Tomorrow, the sordid tale of net neutrality heads back to court at the D.C. Circuit with oral arguments in Mozilla v. FCC.
To this end, I would like to call your attention to a new op-ed I wrote in Bloomberg Law this morning entitled Net Neutrality Goes Back to Court, but Will the Economics Hold Up?
As I explain, the Federal Communications Commission will argue that under the U.S. Supreme Court’s 2005 ruling in National Cable & Telecommunications Ass’n v. Brand X Internet Services, reinforced by the D.C. Circuit’s 2016 ruling in US Telecom Ass’n v. FCC, the agency is legally entitled to define broadband internet access as an “information” service as it has in the past. To justify this return to the “light-touch” of Title I, the FCC contends that the economics “reinforce that conclusion.”
Rejecting simplistic calculations of capital expenditures made by both sides of the dispute, the FCC properly focused on the “counterfactual”—that is, what would investment had been “but for” reclassification?
In particular, the Commission placed heavy reliance on the empirical analysis performed by Phoenix Center Chief Economist Dr. George Ford. According to George's counterfactual analysis, between 2011 and 2015 (the last year data were available), telecommunications investment differed from the counterfactual by between 20 percent and 30 percent, or about $30 to $40 billion annually. George's counterfactual analysis indicated that the U.S. was due an investment boom in telecommunications following the recession of 2008, but that was apparently foreclosed by the FCC’s proposals to impose Title II regulation on broadband services. George also found no decline in investment following the release of the FCC’s “Four Principles” to promote an Open Internet in 2005, suggesting it is reclassification—and not Net Neutrality principles—that reduced investment.
The Commission was impressed. Dedicating a full two pages in the Restoring Internet Freedom Order to discussing George's empirical analysis, the FCC took great pains both to examine George's methodology and to consider numerous challenges to his findings. The Commission found those critiques baseless and found George’s counterfactual analysis to be a “reliable indicator of the direction of the change in investment” and, “[a]t the very least, the study suggests that news of impending Title II regulation is associated with a reduction in ISP investment over a multi-year period.” If anything, noted the Commission, “Ford’s negative result for investment was understated.” Materially, unlike the simplistic comparisons of capital expenditures appropriately rejected by the Commission, George's sophisticated empirical analysis was subsequently published in a peer-reviewed economics journal, indicating that it satisfied modern professional standards.
The FCC’s heavy reliance on George's study is now a major question on appeal. But will the court buy the FCC’s policy justification that Title II deterred investment? If the court follows precedent, it should.
As I explain, the same court deferred to the agency’s judgment when it upheld the 2015 Open Internet Order—a decision the Commission’s own Chief Economist at the time both described as being crafted in an “economics-free zone” and conceded lacked a shred of empirical or theoretical support. So if the flawed economic analysis contained in the FCC’s 2015 Open Internet Order is entitled to deference, then the Commission’s Restoring Internet Freedom Order—which carefully parsed the empirical evidence on capital spending and properly referenced some 35 peer-reviewed journal articles from the economics literature—is entitled to the same, if not greater, deference.
After all, a regulatory agency should face no hurdle in rectifying the poor decisions of its past.
For those interested, a full copy of my op-ed, Insight: Net Neutrality Goes Back to Court, but Will the Economics Hold Up? may be viewed on Bloomberg Law's webpage by clicking here.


*Problem*
With pictures omitted, output the records below exactly as they appear.

*Provided records*
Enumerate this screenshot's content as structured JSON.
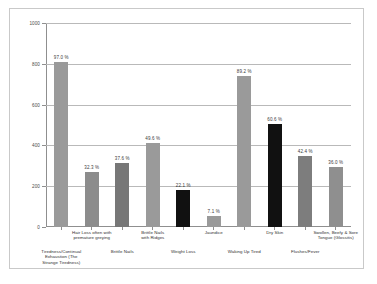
{
  "chart_data": {
    "type": "bar",
    "title": "",
    "subtitle": "",
    "xlabel": "",
    "ylabel": "",
    "ylim": [
      0,
      1000
    ],
    "yticks": [
      0,
      200,
      400,
      600,
      800,
      1000
    ],
    "grid": true,
    "legend": false,
    "categories": [
      "Tiredness/Continual Exhaustion (The Strange Tiredness)",
      "Hair Loss often with premature greying",
      "Brittle Nails",
      "Brittle Nails with Ridges",
      "Weight Loss",
      "Jaundice",
      "Waking Up Tired",
      "Dry Skin",
      "Flushes/Fever",
      "Swollen, Beefy & Sore Tongue (Glossitis)"
    ],
    "category_lines": [
      [
        "Tiredness/Continual",
        "Exhaustion (The",
        "Strange Tiredness)"
      ],
      [
        "Hair Loss often with",
        "premature greying"
      ],
      [
        "Brittle Nails"
      ],
      [
        "Brittle Nails",
        "with Ridges"
      ],
      [
        "Weight Loss"
      ],
      [
        "Jaundice"
      ],
      [
        "Waking Up Tired"
      ],
      [
        "Dry Skin"
      ],
      [
        "Flushes/Fever"
      ],
      [
        "Swollen, Beefy & Sore",
        "Tongue (Glossitis)"
      ]
    ],
    "values": [
      810,
      268,
      312,
      412,
      182,
      52,
      742,
      504,
      350,
      296
    ],
    "data_labels": [
      "97.0 %",
      "32.3 %",
      "37.6 %",
      "49.6 %",
      "22.1 %",
      "7.1 %",
      "89.2 %",
      "60.6 %",
      "42.4 %",
      "36.0 %"
    ],
    "percentages": [
      97.0,
      32.3,
      37.6,
      49.6,
      22.1,
      7.1,
      89.2,
      60.6,
      42.4,
      36.0
    ],
    "bar_colors": [
      "#9a9a9a",
      "#8c8c8c",
      "#777777",
      "#9a9a9a",
      "#111111",
      "#9a9a9a",
      "#9a9a9a",
      "#111111",
      "#7d7d7d",
      "#8f8f8f"
    ],
    "axis_color": "#8f8f8f",
    "grid_color": "#b9b9b9",
    "background": "#ffffff",
    "border_color": "#c9c9c9"
  }
}
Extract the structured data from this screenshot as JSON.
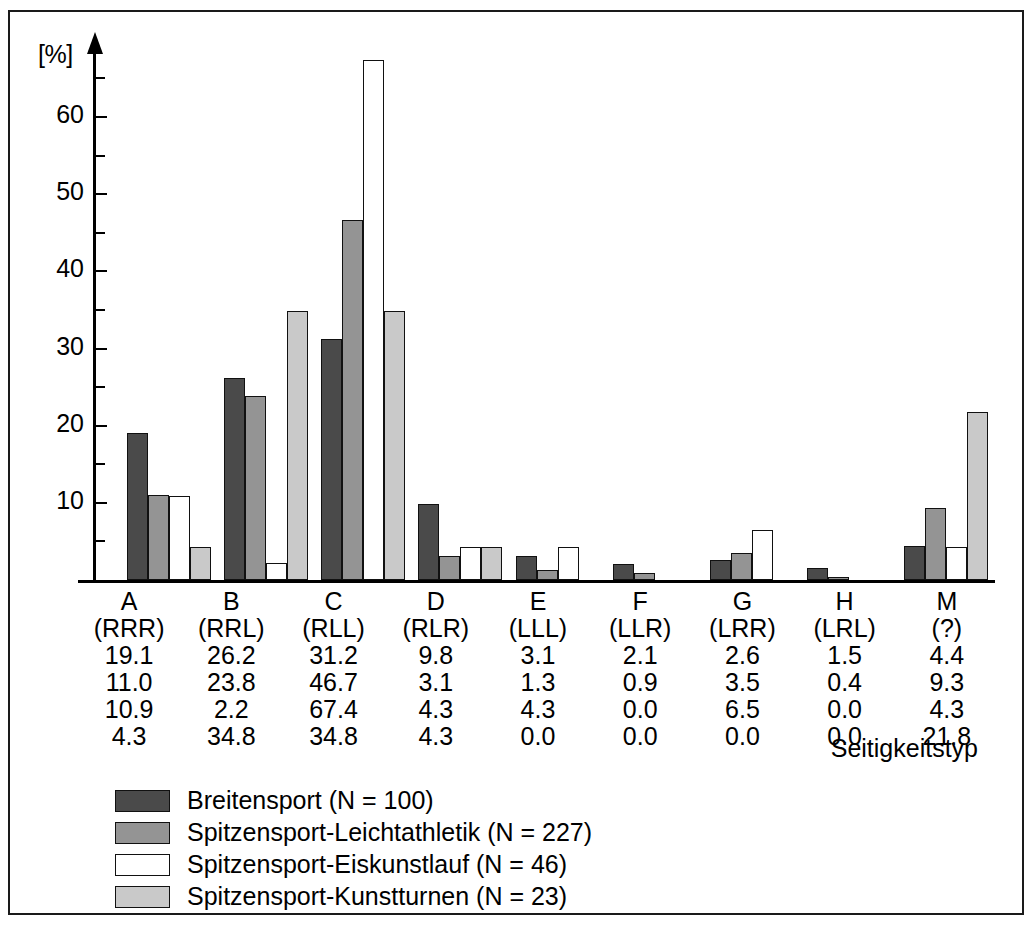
{
  "chart_data": {
    "type": "bar",
    "title": "",
    "xlabel": "Seitigkeitstyp",
    "ylabel": "[%]",
    "ylim": [
      0,
      68
    ],
    "grid": false,
    "legend_position": "bottom-left",
    "y_major_ticks": [
      10,
      20,
      30,
      40,
      50,
      60
    ],
    "y_minor_ticks": [
      5,
      15,
      25,
      35,
      45,
      55,
      65
    ],
    "categories": [
      "A",
      "B",
      "C",
      "D",
      "E",
      "F",
      "G",
      "H",
      "M"
    ],
    "category_codes": [
      "(RRR)",
      "(RRL)",
      "(RLL)",
      "(RLR)",
      "(LLL)",
      "(LLR)",
      "(LRR)",
      "(LRL)",
      "(?)"
    ],
    "series": [
      {
        "name": "Breitensport (N = 100)",
        "color": "#4a4a4a",
        "values": [
          19.1,
          26.2,
          31.2,
          9.8,
          3.1,
          2.1,
          2.6,
          1.5,
          4.4
        ]
      },
      {
        "name": "Spitzensport-Leichtathletik (N = 227)",
        "color": "#949494",
        "values": [
          11.0,
          23.8,
          46.7,
          3.1,
          1.3,
          0.9,
          3.5,
          0.4,
          9.3
        ]
      },
      {
        "name": "Spitzensport-Eiskunstlauf (N = 46)",
        "color": "#ffffff",
        "values": [
          10.9,
          2.2,
          67.4,
          4.3,
          4.3,
          0.0,
          6.5,
          0.0,
          4.3
        ]
      },
      {
        "name": "Spitzensport-Kunstturnen (N = 23)",
        "color": "#c9c9c9",
        "values": [
          4.3,
          34.8,
          34.8,
          4.3,
          0.0,
          0.0,
          0.0,
          0.0,
          21.8
        ]
      }
    ]
  },
  "axis": {
    "unit_label": "[%]",
    "x_title": "Seitigkeitstyp"
  },
  "table": {
    "header_row": [
      "A",
      "B",
      "C",
      "D",
      "E",
      "F",
      "G",
      "H",
      "M"
    ],
    "code_row": [
      "(RRR)",
      "(RRL)",
      "(RLL)",
      "(RLR)",
      "(LLL)",
      "(LLR)",
      "(LRR)",
      "(LRL)",
      "(?)"
    ],
    "rows": [
      [
        "19.1",
        "26.2",
        "31.2",
        "9.8",
        "3.1",
        "2.1",
        "2.6",
        "1.5",
        "4.4"
      ],
      [
        "11.0",
        "23.8",
        "46.7",
        "3.1",
        "1.3",
        "0.9",
        "3.5",
        "0.4",
        "9.3"
      ],
      [
        "10.9",
        "2.2",
        "67.4",
        "4.3",
        "4.3",
        "0.0",
        "6.5",
        "0.0",
        "4.3"
      ],
      [
        "4.3",
        "34.8",
        "34.8",
        "4.3",
        "0.0",
        "0.0",
        "0.0",
        "0.0",
        "21.8"
      ]
    ]
  },
  "legend": {
    "items": [
      {
        "label": "Breitensport (N = 100)",
        "swatch": "s0"
      },
      {
        "label": "Spitzensport-Leichtathletik (N = 227)",
        "swatch": "s1"
      },
      {
        "label": "Spitzensport-Eiskunstlauf (N = 46)",
        "swatch": "s2"
      },
      {
        "label": "Spitzensport-Kunstturnen (N = 23)",
        "swatch": "s3"
      }
    ]
  },
  "caption": ""
}
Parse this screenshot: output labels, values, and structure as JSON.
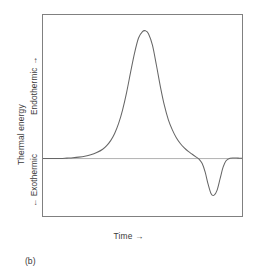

*Exercise response*
Enumerate this screenshot's content as structured JSON.
{
  "chart_data": {
    "type": "bar",
    "title": "",
    "subtitle": "",
    "xlabel": "",
    "ylabel": "",
    "ylim": [
      0,
      1000
    ],
    "yticks": [
      0,
      200,
      400,
      600,
      800,
      1000
    ],
    "grid": true,
    "legend": false,
    "categories": [
      "Tiredness/Continual Exhaustion (The Strange Tiredness)",
      "Hair Loss often with premature greying",
      "Brittle Nails",
      "Brittle Nails with Ridges",
      "Weight Loss",
      "Jaundice",
      "Waking Up Tired",
      "Dry Skin",
      "Flushes/Fever",
      "Swollen, Beefy & Sore Tongue (Glossitis)"
    ],
    "category_lines": [
      [
        "Tiredness/Continual",
        "Exhaustion (The",
        "Strange Tiredness)"
      ],
      [
        "Hair Loss often with",
        "premature greying"
      ],
      [
        "Brittle Nails"
      ],
      [
        "Brittle Nails",
        "with Ridges"
      ],
      [
        "Weight Loss"
      ],
      [
        "Jaundice"
      ],
      [
        "Waking Up Tired"
      ],
      [
        "Dry Skin"
      ],
      [
        "Flushes/Fever"
      ],
      [
        "Swollen, Beefy & Sore",
        "Tongue (Glossitis)"
      ]
    ],
    "values": [
      810,
      268,
      312,
      412,
      182,
      52,
      742,
      504,
      350,
      296
    ],
    "data_labels": [
      "97.0 %",
      "32.3 %",
      "37.6 %",
      "49.6 %",
      "22.1 %",
      "7.1 %",
      "89.2 %",
      "60.6 %",
      "42.4 %",
      "36.0 %"
    ],
    "percentages": [
      97.0,
      32.3,
      37.6,
      49.6,
      22.1,
      7.1,
      89.2,
      60.6,
      42.4,
      36.0
    ],
    "bar_colors": [
      "#9a9a9a",
      "#8c8c8c",
      "#777777",
      "#9a9a9a",
      "#111111",
      "#9a9a9a",
      "#9a9a9a",
      "#111111",
      "#7d7d7d",
      "#8f8f8f"
    ],
    "axis_color": "#8f8f8f",
    "grid_color": "#b9b9b9",
    "background": "#ffffff",
    "border_color": "#c9c9c9"
  }
}
Extract the structured data from this screenshot as JSON.
{
  "chart_data": {
    "type": "bar",
    "title": "",
    "xlabel": "Seitigkeitstyp",
    "ylabel": "[%]",
    "ylim": [
      0,
      68
    ],
    "grid": false,
    "legend_position": "bottom-left",
    "y_major_ticks": [
      10,
      20,
      30,
      40,
      50,
      60
    ],
    "y_minor_ticks": [
      5,
      15,
      25,
      35,
      45,
      55,
      65
    ],
    "categories": [
      "A",
      "B",
      "C",
      "D",
      "E",
      "F",
      "G",
      "H",
      "M"
    ],
    "category_codes": [
      "(RRR)",
      "(RRL)",
      "(RLL)",
      "(RLR)",
      "(LLL)",
      "(LLR)",
      "(LRR)",
      "(LRL)",
      "(?)"
    ],
    "series": [
      {
        "name": "Breitensport (N = 100)",
        "color": "#4a4a4a",
        "values": [
          19.1,
          26.2,
          31.2,
          9.8,
          3.1,
          2.1,
          2.6,
          1.5,
          4.4
        ]
      },
      {
        "name": "Spitzensport-Leichtathletik (N = 227)",
        "color": "#949494",
        "values": [
          11.0,
          23.8,
          46.7,
          3.1,
          1.3,
          0.9,
          3.5,
          0.4,
          9.3
        ]
      },
      {
        "name": "Spitzensport-Eiskunstlauf (N = 46)",
        "color": "#ffffff",
        "values": [
          10.9,
          2.2,
          67.4,
          4.3,
          4.3,
          0.0,
          6.5,
          0.0,
          4.3
        ]
      },
      {
        "name": "Spitzensport-Kunstturnen (N = 23)",
        "color": "#c9c9c9",
        "values": [
          4.3,
          34.8,
          34.8,
          4.3,
          0.0,
          0.0,
          0.0,
          0.0,
          21.8
        ]
      }
    ]
  },
  "axis": {
    "unit_label": "[%]",
    "x_title": "Seitigkeitstyp"
  },
  "table": {
    "header_row": [
      "A",
      "B",
      "C",
      "D",
      "E",
      "F",
      "G",
      "H",
      "M"
    ],
    "code_row": [
      "(RRR)",
      "(RRL)",
      "(RLL)",
      "(RLR)",
      "(LLL)",
      "(LLR)",
      "(LRR)",
      "(LRL)",
      "(?)"
    ],
    "rows": [
      [
        "19.1",
        "26.2",
        "31.2",
        "9.8",
        "3.1",
        "2.1",
        "2.6",
        "1.5",
        "4.4"
      ],
      [
        "11.0",
        "23.8",
        "46.7",
        "3.1",
        "1.3",
        "0.9",
        "3.5",
        "0.4",
        "9.3"
      ],
      [
        "10.9",
        "2.2",
        "67.4",
        "4.3",
        "4.3",
        "0.0",
        "6.5",
        "0.0",
        "4.3"
      ],
      [
        "4.3",
        "34.8",
        "34.8",
        "4.3",
        "0.0",
        "0.0",
        "0.0",
        "0.0",
        "21.8"
      ]
    ]
  },
  "legend": {
    "items": [
      {
        "label": "Breitensport (N = 100)",
        "swatch": "s0"
      },
      {
        "label": "Spitzensport-Leichtathletik (N = 227)",
        "swatch": "s1"
      },
      {
        "label": "Spitzensport-Eiskunstlauf (N = 46)",
        "swatch": "s2"
      },
      {
        "label": "Spitzensport-Kunstturnen (N = 23)",
        "swatch": "s3"
      }
    ]
  },
  "caption": ""
}
Parse this screenshot: output labels, values, and structure as JSON.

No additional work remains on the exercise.